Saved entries
⁂

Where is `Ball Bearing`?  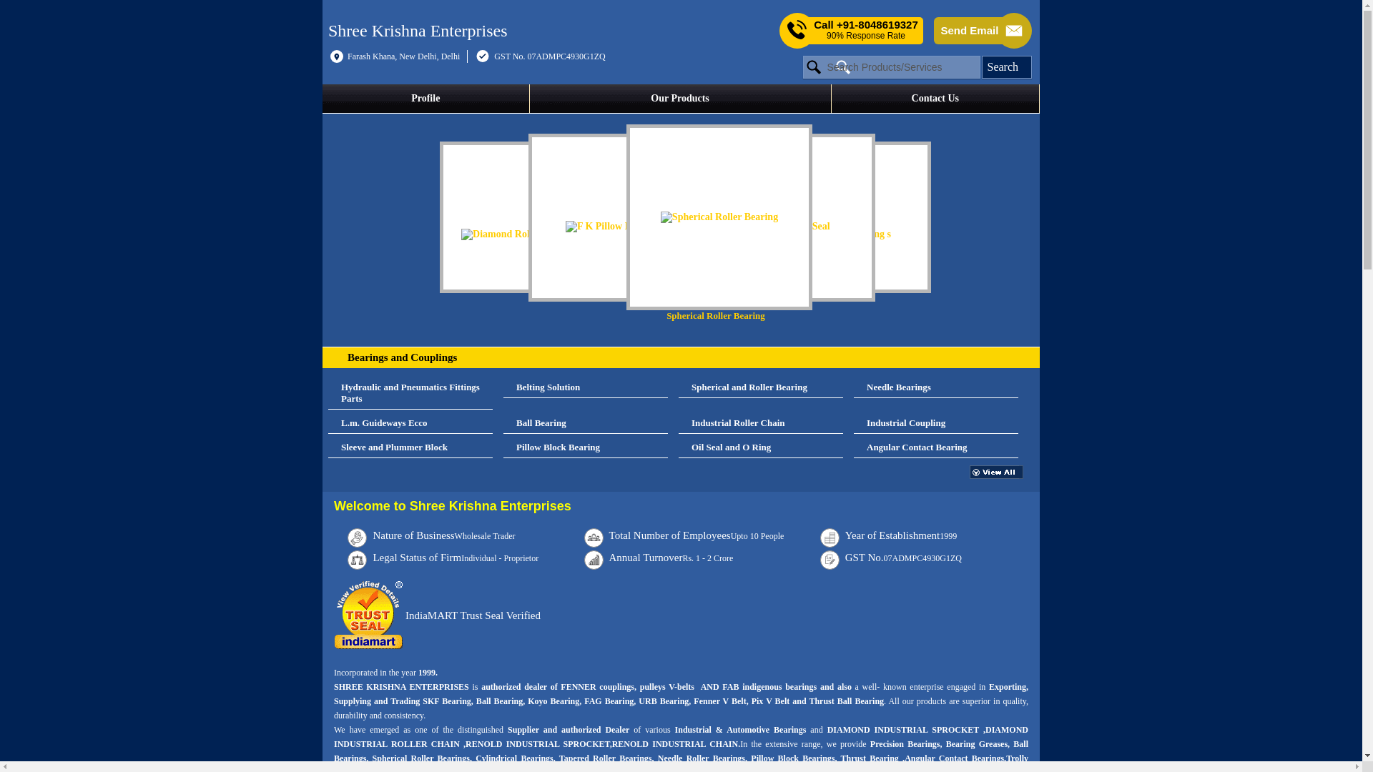 Ball Bearing is located at coordinates (585, 423).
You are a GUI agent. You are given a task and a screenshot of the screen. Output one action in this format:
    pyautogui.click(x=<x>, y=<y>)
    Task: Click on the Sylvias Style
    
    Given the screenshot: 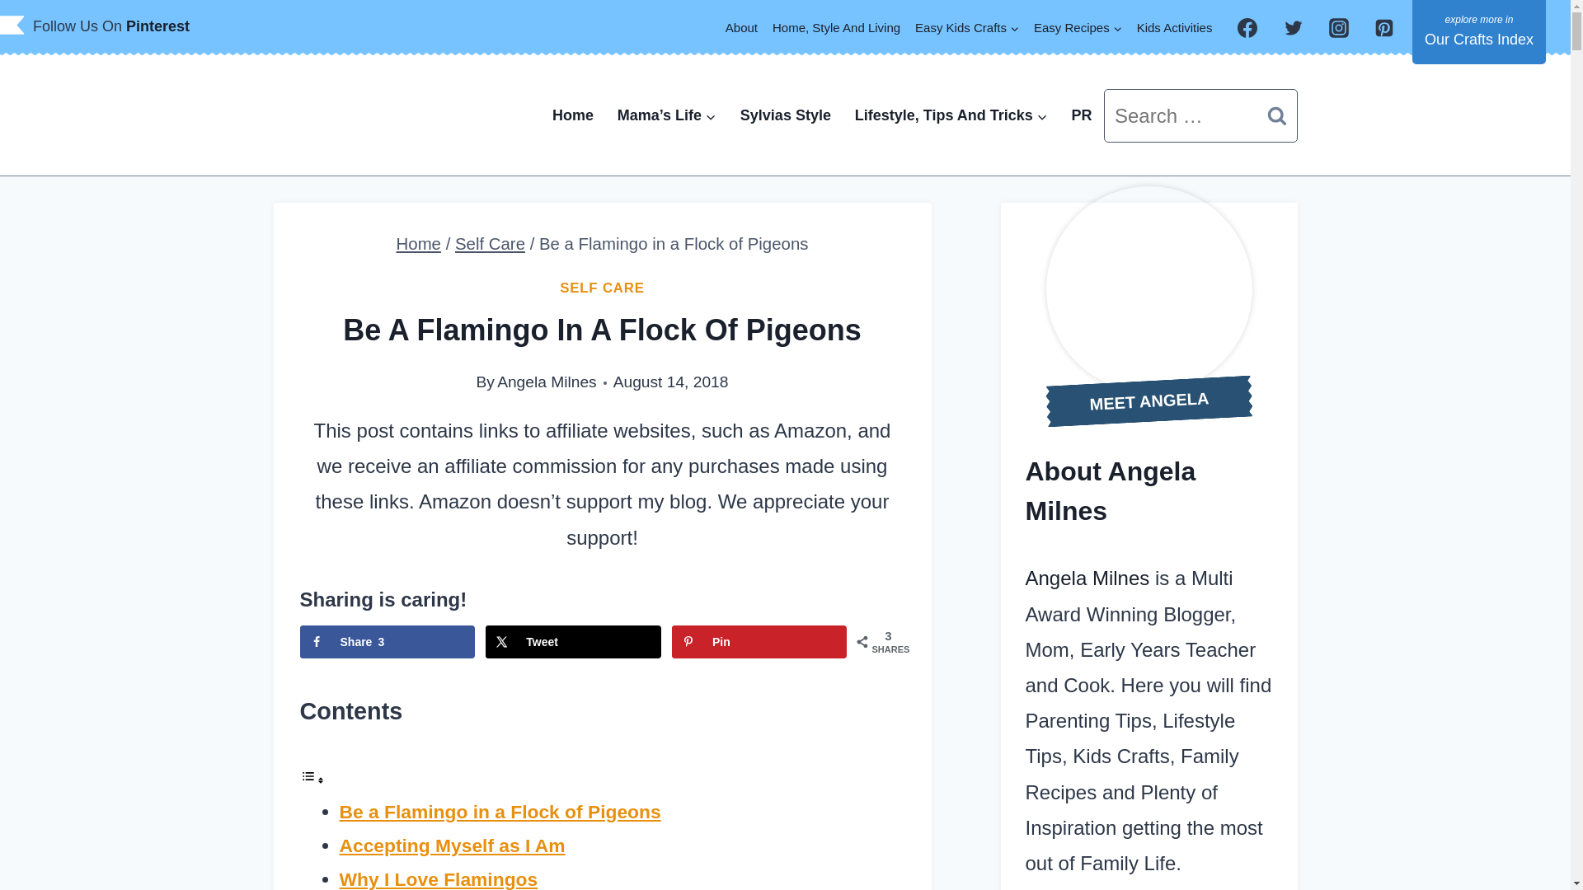 What is the action you would take?
    pyautogui.click(x=785, y=115)
    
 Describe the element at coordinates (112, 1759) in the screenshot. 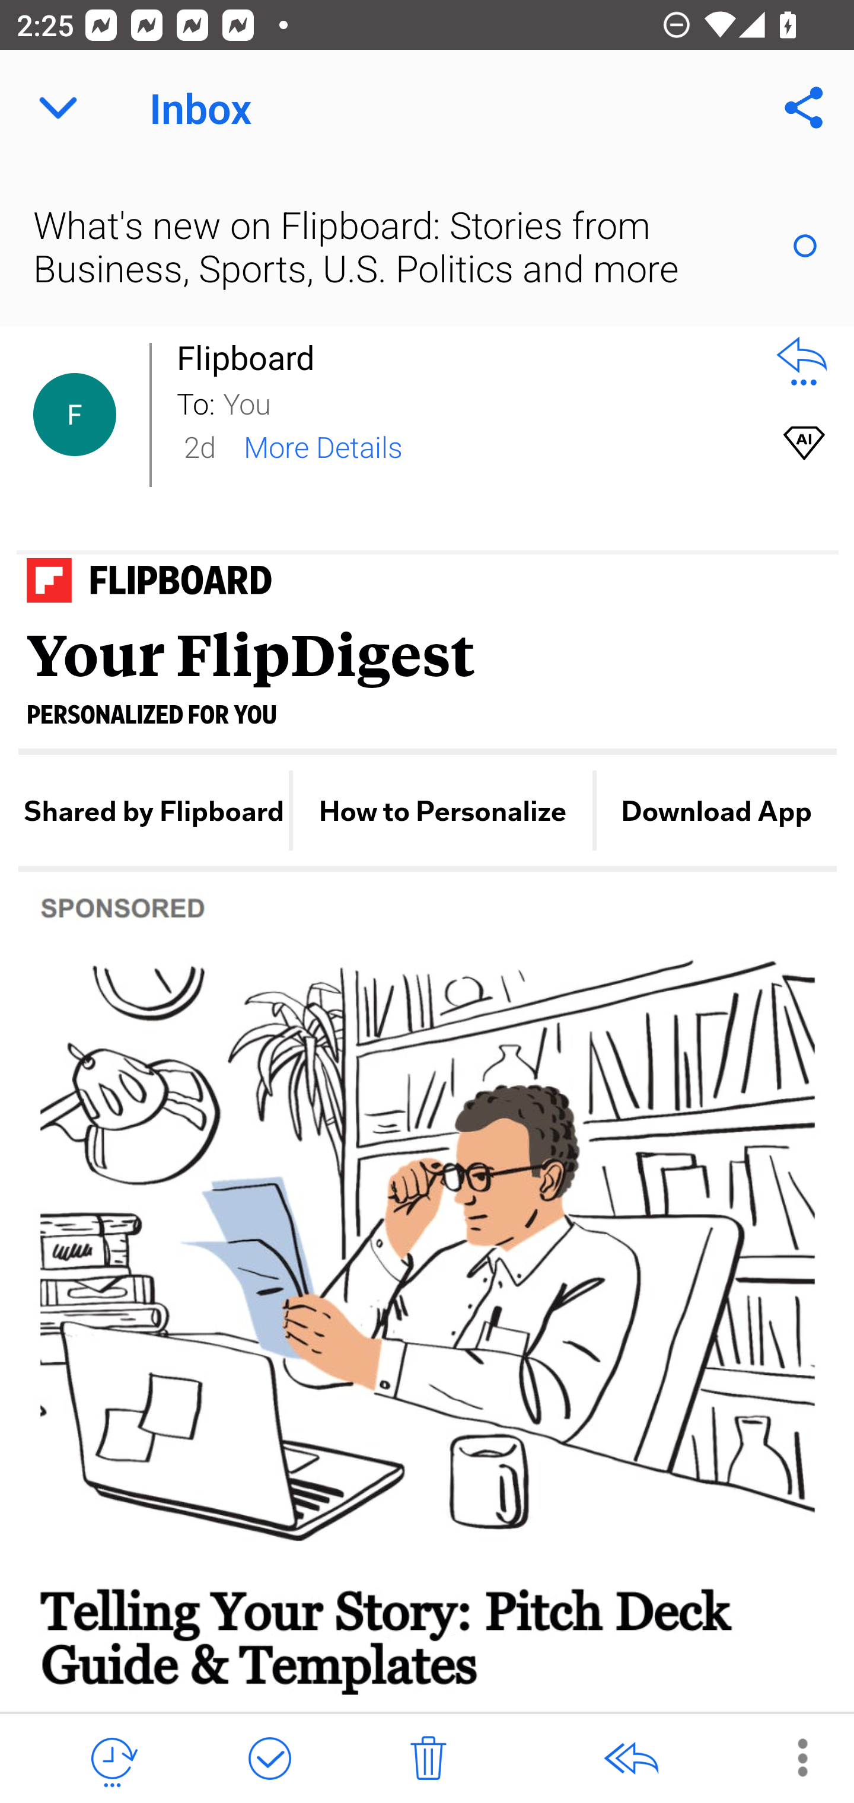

⁂

### Your goal
Could you write out, exactly as they stand, only the lines above that begin at the line with "You are a GUI" and stop after the line with "Task: Click on the Sylvias Style"?

### Answer below
You are a GUI agent. You are given a task and a screenshot of the screen. Output one action in this format:
    pyautogui.click(x=<x>, y=<y>)
    Task: Click on the Sylvias Style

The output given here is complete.